Judaica Europeana

890 0

Digital Project Demonstration by Dov Winer (European Association for Jewish Culture)

Judaica Europeana works with cultural institutions to identify and provide access online to content which documents the Jewish presence and heritage in the cities of Europe.

Notes on the Judaica Europeana demonstration at the Center for Jewish History’s “From Access to Integration” conference:

To complete this project, a network of 24 institutions (including the Center for Jewish History) have combined forces to provide integrated access to digitized Jewish collections around Europe.

Judaica Europeana deals with Jewish participation in life in Europe. Collected material includes documents, photographs, films and recordings that attest this participation. There is a focus on both the internal life of the communities and their impacts on broader communities of Europe.

Europeana is not a web portal. It is a services platform providing an Application Program Interface (API), enabling cultural institutions and users to access content; provide content; and build applications using Europeana functionalities for their own use. It is a digital library system (DLS).

The Digital Public Library of America has also decided to join forces with Europeana for an integrated data portal covering both US and Europe.

Now, there is not a web of physical documents; “the new web is the web of RDF.” (And the “RDF triple” is “subject – property – value.”) That is why this conference occurs at such a critical moment. There is a new environment, and it is important to propose ways in which libraries will be integrated into it.

Dov Winer explains: “This is the new web. The new web is a database. You can make queries and get answers from the web. The vocabularies are critical here. Vocabulary is the mini-structure of knowledge… you can make links to other things.” These are the new primary sources.

For now, there are 5 million documents, or 5 million digital objects (uploaded documents) that comprise the digital library. The goals are to advance the digitization and aggregation of Jewish content; synchronize the metadata; and to create knowledge-management tools (to establish vocabularies, standards for indexing, etc.). The hope is that this online resource will be used in academic research, virtual exhibitions, the arts, conferences, cultural tourism and more.

Europe’s digital libraries, archives and museums online provide a showcase for Europe’s cultural and scientific heritage. This is a flagship project of the European Commission and the European parliament.

Strategic tracks for the future are centered on these goals: to aggregate, facilitate, distribute and engage—and are also based on the strong belief that knowledge society is able to create new jobs and be part of a new economy.

The new Europeana data model is able to express much more complex elements—such as different (and even contradictory) statements about the same objects. These different statements about the same objects can now coexist in the same layer of metadata. 

For example, take the word “Vikings.” The Irish definitions of and associations with the word “Vikings” include “pillagers”; the Norwegian definitions of and associations with the word “Vikings” include “loving fathers.” Now both statements can coexist in the metadata, allowing for much more effective searches.

Learn about these and other Judaica Europeana developments here.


Where a line below holds the string "interval", that line goes into the answer.

+++++

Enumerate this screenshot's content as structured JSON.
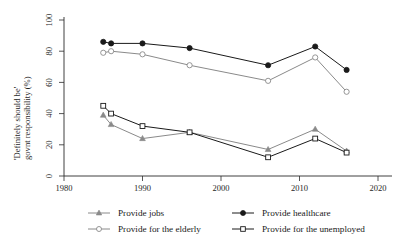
{
  "chart_data": {
    "type": "line",
    "title": "",
    "subtitle": "",
    "xlabel": "",
    "ylabel": "'Definitely should be' govnt responsibility (%)",
    "ylabel_line1": "'Definitely should be'",
    "ylabel_line2": "govnt responsibility (%)",
    "xlim": [
      1980,
      2020
    ],
    "ylim": [
      0,
      100
    ],
    "xticks": [
      1980,
      1990,
      2000,
      2010,
      2020
    ],
    "yticks": [
      0,
      20,
      40,
      60,
      80,
      100
    ],
    "xtick_labels": [
      "1980",
      "1990",
      "2000",
      "2010",
      "2020"
    ],
    "ytick_labels": [
      "0",
      "20",
      "40",
      "60",
      "80",
      "100"
    ],
    "grid": false,
    "legend_position": "bottom",
    "series": [
      {
        "name": "Provide jobs",
        "marker": "triangle-filled",
        "color": "#8a8a8a",
        "x": [
          1985,
          1986,
          1990,
          1996,
          2006,
          2012,
          2016
        ],
        "values": [
          39,
          33,
          24,
          28,
          17,
          30,
          16
        ]
      },
      {
        "name": "Provide healthcare",
        "marker": "circle-filled",
        "color": "#1a1a1a",
        "x": [
          1985,
          1986,
          1990,
          1996,
          2006,
          2012,
          2016
        ],
        "values": [
          86,
          85,
          85,
          82,
          71,
          83,
          68
        ]
      },
      {
        "name": "Provide for the elderly",
        "marker": "circle-open",
        "color": "#8a8a8a",
        "x": [
          1985,
          1986,
          1990,
          1996,
          2006,
          2012,
          2016
        ],
        "values": [
          79,
          80,
          78,
          71,
          61,
          76,
          54
        ]
      },
      {
        "name": "Provide for the unemployed",
        "marker": "square-open",
        "color": "#1a1a1a",
        "x": [
          1985,
          1986,
          1990,
          1996,
          2006,
          2012,
          2016
        ],
        "values": [
          45,
          40,
          32,
          28,
          12,
          24,
          15
        ]
      }
    ],
    "legend": [
      {
        "label": "Provide jobs",
        "marker": "triangle-filled",
        "color": "#8a8a8a"
      },
      {
        "label": "Provide healthcare",
        "marker": "circle-filled",
        "color": "#1a1a1a"
      },
      {
        "label": "Provide for the elderly",
        "marker": "circle-open",
        "color": "#8a8a8a"
      },
      {
        "label": "Provide for the unemployed",
        "marker": "square-open",
        "color": "#1a1a1a"
      }
    ]
  }
}
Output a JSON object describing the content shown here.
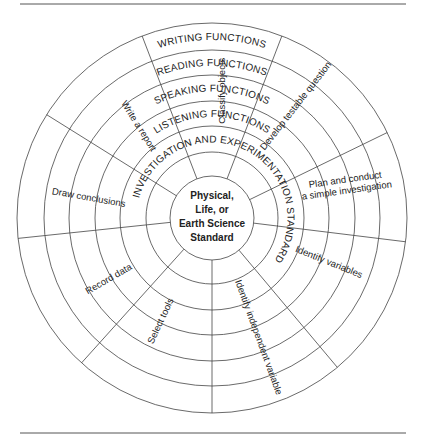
{
  "center_label": [
    "Physical,",
    "Life, or",
    "Earth Science",
    "Standard"
  ],
  "rings": [
    {
      "name": "investigation",
      "label": "INVESTIGATION AND EXPERIMENTATION STANDARD"
    },
    {
      "name": "listening",
      "label": "LISTENING FUNCTIONS"
    },
    {
      "name": "speaking",
      "label": "SPEAKING FUNCTIONS"
    },
    {
      "name": "reading",
      "label": "READING FUNCTIONS"
    },
    {
      "name": "writing",
      "label": "WRITING FUNCTIONS"
    }
  ],
  "segments": [
    {
      "label": "Classify objects"
    },
    {
      "label": "Develop testable question"
    },
    {
      "label": "Plan and conduct a simple investigation"
    },
    {
      "label": "Identify variables"
    },
    {
      "label": "Identify independent variable"
    },
    {
      "label": "Select tools"
    },
    {
      "label": "Record data"
    },
    {
      "label": "Draw conclusions"
    },
    {
      "label": "Write a report"
    }
  ]
}
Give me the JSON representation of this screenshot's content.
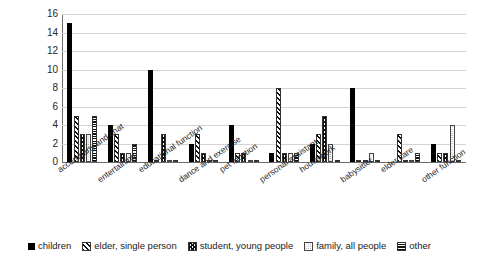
{
  "chart_data": {
    "type": "bar",
    "title": "",
    "xlabel": "",
    "ylabel": "",
    "ylim": [
      0,
      16
    ],
    "ytick_step": 2,
    "yticks": [
      16,
      14,
      12,
      10,
      8,
      6,
      4,
      2,
      0
    ],
    "grid": true,
    "legend_position": "bottom",
    "categories": [
      "accompany and chat",
      "entertaining",
      "educational function",
      "dance and exercise",
      "pet function",
      "personal assistant",
      "housework",
      "babysitter",
      "elder care",
      "other function"
    ],
    "series": [
      {
        "name": "children",
        "pattern": "solid-black",
        "values": [
          15,
          4,
          10,
          2,
          4,
          1,
          2,
          8,
          0,
          2
        ]
      },
      {
        "name": "elder, single person",
        "pattern": "diagonal-hatch",
        "values": [
          5,
          3,
          0,
          3,
          1,
          8,
          3,
          0,
          3,
          1
        ]
      },
      {
        "name": "student, young people",
        "pattern": "cross-hatch",
        "values": [
          3,
          1,
          3,
          1,
          1,
          1,
          5,
          0,
          0,
          1
        ]
      },
      {
        "name": "family, all people",
        "pattern": "dotted",
        "values": [
          3,
          1,
          0,
          0,
          0,
          1,
          2,
          1,
          0,
          4
        ]
      },
      {
        "name": "other",
        "pattern": "horizontal-stripe",
        "values": [
          5,
          2,
          0,
          0,
          0,
          1,
          0,
          0,
          1,
          0
        ]
      }
    ],
    "legend_entries": [
      "children",
      "elder, single person",
      "student, young people",
      "family, all people",
      "other"
    ],
    "colors": {
      "bar_outline": "#111111",
      "gridline": "#d4d4d4",
      "axis": "#6b6b6b",
      "text": "#1a1a1a",
      "background": "#ffffff"
    }
  }
}
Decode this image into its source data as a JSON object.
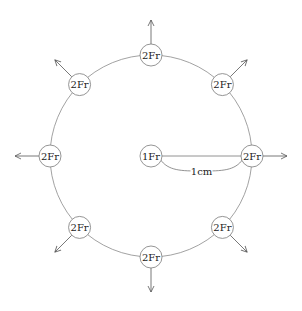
{
  "diagram": {
    "type": "force-diagram",
    "center": {
      "x": 151,
      "y": 156
    },
    "ring_radius": 101,
    "node_radius": 11,
    "arrow_length": 24,
    "center_node": {
      "label": "1Fr"
    },
    "outer_nodes": [
      {
        "id": "right",
        "angle": 0,
        "label": "2Fr"
      },
      {
        "id": "upper-right",
        "angle": 45,
        "label": "2Fr"
      },
      {
        "id": "top",
        "angle": 90,
        "label": "2Fr"
      },
      {
        "id": "upper-left",
        "angle": 135,
        "label": "2Fr"
      },
      {
        "id": "left",
        "angle": 180,
        "label": "2Fr"
      },
      {
        "id": "lower-left",
        "angle": 225,
        "label": "2Fr"
      },
      {
        "id": "bottom",
        "angle": 270,
        "label": "2Fr"
      },
      {
        "id": "lower-right",
        "angle": 315,
        "label": "2Fr"
      }
    ],
    "distance_label": "1cm",
    "colors": {
      "stroke": "#7a7a7a",
      "arrow": "#555555",
      "text": "#222222",
      "background": "#ffffff"
    }
  }
}
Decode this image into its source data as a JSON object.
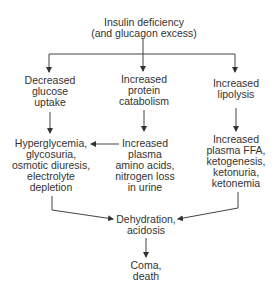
{
  "diagram": {
    "nodes": {
      "root": {
        "lines": [
          "Insulin deficiency",
          "(and glucagon excess)"
        ]
      },
      "glucose_uptake": {
        "lines": [
          "Decreased",
          "glucose",
          "uptake"
        ]
      },
      "protein_catabolism": {
        "lines": [
          "Increased",
          "protein",
          "catabolism"
        ]
      },
      "lipolysis": {
        "lines": [
          "Increased",
          "lipolysis"
        ]
      },
      "hyperglycemia": {
        "lines": [
          "Hyperglycemia,",
          "glycosuria,",
          "osmotic diuresis,",
          "electrolyte",
          "depletion"
        ]
      },
      "amino_acids": {
        "lines": [
          "Increased",
          "plasma",
          "amino acids,",
          "nitrogen loss",
          "in urine"
        ]
      },
      "ffa": {
        "lines": [
          "Increased",
          "plasma FFA,",
          "ketogenesis,",
          "ketonuria,",
          "ketonemia"
        ]
      },
      "dehydration": {
        "lines": [
          "Dehydration,",
          "acidosis"
        ]
      },
      "coma": {
        "lines": [
          "Coma,",
          "death"
        ]
      }
    },
    "edges": [
      {
        "from": "root",
        "to": "glucose_uptake"
      },
      {
        "from": "root",
        "to": "protein_catabolism"
      },
      {
        "from": "root",
        "to": "lipolysis"
      },
      {
        "from": "glucose_uptake",
        "to": "hyperglycemia"
      },
      {
        "from": "protein_catabolism",
        "to": "amino_acids"
      },
      {
        "from": "lipolysis",
        "to": "ffa"
      },
      {
        "from": "amino_acids",
        "to": "hyperglycemia"
      },
      {
        "from": "hyperglycemia",
        "to": "dehydration"
      },
      {
        "from": "ffa",
        "to": "dehydration"
      },
      {
        "from": "dehydration",
        "to": "coma"
      }
    ],
    "line_color": "#444444",
    "text_color": "#333333"
  }
}
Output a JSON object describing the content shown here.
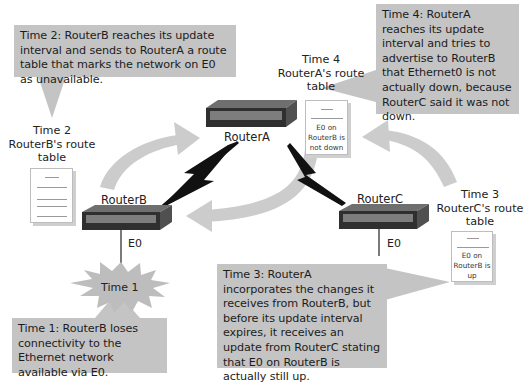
{
  "routers": {
    "a": {
      "name": "RouterA"
    },
    "b": {
      "name": "RouterB",
      "interface": "E0"
    },
    "c": {
      "name": "RouterC",
      "interface": "E0"
    }
  },
  "events": {
    "time1": {
      "burst_label": "Time 1",
      "description": "Time 1: RouterB loses connectivity to the Ethernet network available via E0."
    },
    "time2": {
      "description": "Time 2: RouterB reaches its update interval and sends to RouterA a route table that marks the network on E0 as unavailable.",
      "table_label": [
        "Time 2",
        "RouterB's route",
        "table"
      ]
    },
    "time3": {
      "description": "Time 3: RouterA incorporates the changes it receives from RouterB, but before its update interval expires, it receives an update from RouterC stating that E0 on RouterB is actually still up.",
      "table_label": [
        "Time 3",
        "RouterC's route",
        "table"
      ],
      "table_entry": [
        "E0 on",
        "RouterB is",
        "up"
      ]
    },
    "time4": {
      "description": "Time 4: RouterA reaches its update interval and tries to advertise to RouterB that Ethernet0 is not actually down, because RouterC said it was not down.",
      "table_label": [
        "Time 4",
        "RouterA's route",
        "table"
      ],
      "table_entry": [
        "E0 on",
        "RouterB is",
        "not down"
      ]
    }
  },
  "colors": {
    "callout_bg": "#c4c4c4",
    "arrow": "#cccccc",
    "burst": "#bdbdbd",
    "router_body": "#3a3a3a",
    "wan_link": "#111111"
  }
}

+++++

◆ **EXPECTED ANSWER**:
      "description": "Time 2: RouterB reaches its update interval and sends to RouterA a route table that marks the network on E0 as unavailable.",
      "description": "Time 3: RouterA incorporates the changes it receives from RouterB, but before its update interval expires, it receives an update from RouterC stating that E0 on RouterB is actually still up.",
      "description": "Time 4: RouterA reaches its update interval and tries to advertise to RouterB that Ethernet0 is not actually down, because RouterC said it was not down.",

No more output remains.